When a contractor's lump-sum quote covers masonry, use your own quantity estimate to sanity-check their number; our guides to checking a contractor's quote and BOQ vs estimate show how item-wise comparison exposes padding. And plan the cashflow: the masonry stage arrives in the middle of the build, so map it against the construction phase budget calculator so brick purchases never stall the site.

Handling, stacking, and site management

Bricks lose money between the truck and the wall, and most of that loss is preventable. Unloading is the first hazard: bricks tipped or thrown from the truck bed break at several times the rate of bricks passed down by hand or slid on planks. Agree the unloading method before delivery and, where the rate assumes labor unloading, have your own person count and watch. The delivery point matters too — stacks placed close to where masons will work save weeks of double handling, and every extra handling round adds breakage.
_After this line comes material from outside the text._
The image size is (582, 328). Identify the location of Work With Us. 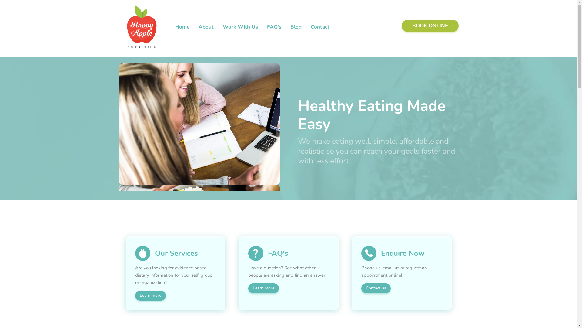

Stack bricks properly: on firm, drained ground, in stable bonded stacks of modest height, never in tall loose heaps that topple or trap water. In the monsoon, cover stacks — saturated bricks suck water out of fresh mortar's hydration and bond poorly, while bone-dry bricks in hot weather do the opposite, stealing mortar water so joints powder. The traditional practice holds: bricks should be wetted before laying so they are damp but not dripping. A barrel and a dunking routine at the mason's station costs nothing and measurably improves wall strength.

Manage the wall itself with the same attention. Mortar joints should stay consistent — thick, uneven joints consume extra cement and telegraph through plaster later. Walls should rise in level courses with curing water applied for days afterward, not abandoned dry the moment the masons move on. And keep reconciling: bricks delivered, bricks in walls (calculable from wall area), and bricks in the breakage pile should roughly agree at every stage. When the arithmetic drifts, the causes are always the same three — undercounted deliveries, excessive breakage, or leakage off site — and all three respond to the register-and-photo habit within a week of starting it.

FAQ

What is the brick price in Nepal today?

Today rates vary by location, kiln, brick type, quantity, and delivery distance. Confirm current rates with local suppliers before purchase, and always ask for the delivered-and-unloaded price at your site rather than the kiln gate rate.

Is Chinese brick better than local brick?

Machine-made bricks are usually more uniform in size and edge quality, which helps exposed work and reduces mortar consumption. Local itta from a good kiln can be equally strong. Compare samples for strength, size accuracy, and absorption, and ask your designer before switching type.

How much wastage should I add for bricks?

A wastage allowance around 5 percent is a common starting point, covering transport breakage and cutting at corners and openings. Increase it for exposed work, complex wall shapes, or long rough-road deliveries. Agree who absorbs transit breakage before ordering.

How many bricks does a house need?

It depends on wall length, height, thickness, and openings. A 9-inch wall uses roughly twice the bricks of a 4.5-inch wall for the same area. Calculate from the drawings with a brickwork calculator instead of guessing from built-up area alone.

Should I buy all bricks at once?

Only if storage space and site security allow. Stage-wise delivery reduces double handling, breakage, and theft, and keeps cash free for other stages. Bricks stacked for months also gather moss and dirt that weakens mortar bond on exposed faces.

When is the best time of year to buy bricks in Nepal?

Rates are generally softer when kiln stock accumulates outside the peak building rush, and firmer in the busy post-monsoon and spring construction months. Monsoon deliveries can carry premiums and higher breakage on wet roads. If your masonry stage is months away and you have dry, secure stacking space, buying a little early in a soft period can save money — but only up to what you can store without damage, moss, and theft eroding the saving.